Your first query is asking for 20,000 rows. what is being victimized here ???
Your Innodb Buffer Pool and Log Files.
Because of SELECT * FROM history WHERE log LIKE '%a%' ORDER BY log ASC LIMIT 0, 20000;
, all the data pages for the history table is hogging InnoDB resources.
Since you are using Amazon RDS, you cannot resize the InnoDB Log Files. They are always 128M under all RDS MySQL models. Your buffer pool may or may not be full (You have 5882511360 set for it, which is 5610M or 5.4785G). Naturally, bigger model means more IOPs.
You can run this to see how full the buffer pool is
SELECT FORMAT(A.num * 100.0 / B.num,2) BufferPoolFullPct FROM
(SELECT variable_value num FROM information_schema.global_status
WHERE variable_name = 'Innodb_buffer_pool_pages_data') A,
(SELECT variable_value num FROM information_schema.global_status
WHERE variable_name = 'Innodb_buffer_pool_pages_total') B;
Another aspect I see is the log
field (TEXT). You are asking for an ORDER BY
on this big column.
You need to change the first query to throttle the SELECT. In other words, fetch smaller chunks of history.
If you cannot change the data or the query, there is nothing you can configure except to shift to m1.xlarge (Comes with 11922309120 as the Buffer Pool Size = 11370M = 11.1035G) although log file size would still be stuck at 128M.
Infrastructure aside, it is possible for SELECTs to block INSERTs, UPDATEs, and DELETEs in InnoDB.
I wrote about this before
Back on January 21, 2009, Peter Zaitsev stated the following on mysqlperformanceblog.com
As the call for action – I would surely like someone to see if EXT3 can be fixed in this regard as it is by far the most common file system for Linux. It is also worth to investigate if something can be done on MySQL side – may be opening binlog with O_DSYNC
flag if sync_binlog=1
instead of using fsync will help ? Or may be binlog pre-allocation would be good solution.
As of yet, I know of no one having touched this issue. O_DSYNC
as a default is not an appealing prospect but does accommodate faster writes that are not really verified. That why there is so much hype around O_DIRECT
.
I can tell you do not have the InnoDB Plugin installed.
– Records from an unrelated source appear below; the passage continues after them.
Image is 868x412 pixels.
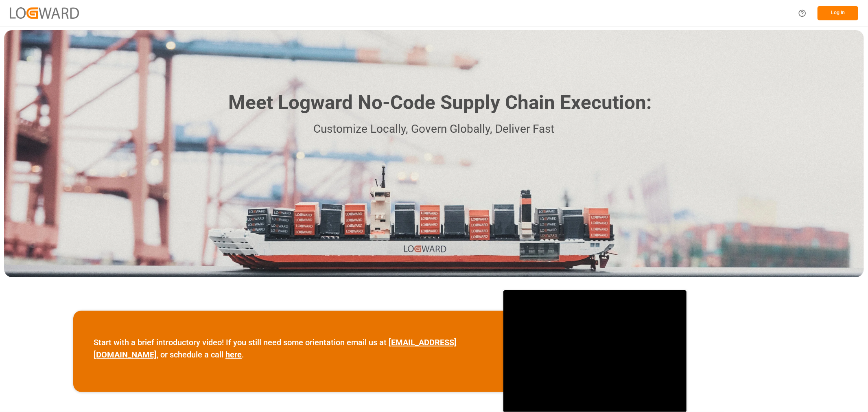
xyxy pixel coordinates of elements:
p: Customize Locally, Govern Globally, Deliver Fast [216,120,652,139]
button: Help Center [793,4,811,23]
button: Log In [818,6,858,20]
p: Start with a brief introductory video! If you still need some orientation email us at , or schedu... [93,336,483,360]
h1: Meet Logward No-Code Supply Chain Execution: [229,88,652,117]
img: Logward_new_orange.png [10,7,79,18]
a: here [225,349,242,359]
With the InnoDB Plugin, several variables should exist.
You should upgrade InnoDB in one of two ways:
Once you have done so, you can enhance InnoDB to
- access more CPUs and Cores
- increase read and write I/O threads
- scale the I/O capacity (this is especially needed for different storage media)
Here are my past posts on the settings you can change for this:
Best Answer
There are two ways to collect general and slow logs:
Based on the info you provided, it looks like MySQL is using the default value for log_output which is "Log output goes to file(s) defined by general_log_file and slow_query_log_file". You can verify this by looking at these files (look in folder /usr/local/mysql/data/ and see what *.log files are there)
If you want the logs to go to database, on a MySQL client when logged in as a privileged user e.g. root:
SET GLOBAL log_output='TABLE';
SET GLOBAL general_log=ON;
SET GLOBAL slow_query_log=ON;
SET GLOBAL long_query_time=0;
The above will send global and slow logs to
mysql.general_log
andmysql.slow_log
tables.Note that I have set
long_query_time
to 0 seconds i.e. every query goes toslow_log
(that is lot of output into the table). You can change this to another value that suits your use case.Also,
general_log
produces a huge amounts of logs so you should only enable it for certain amount of time.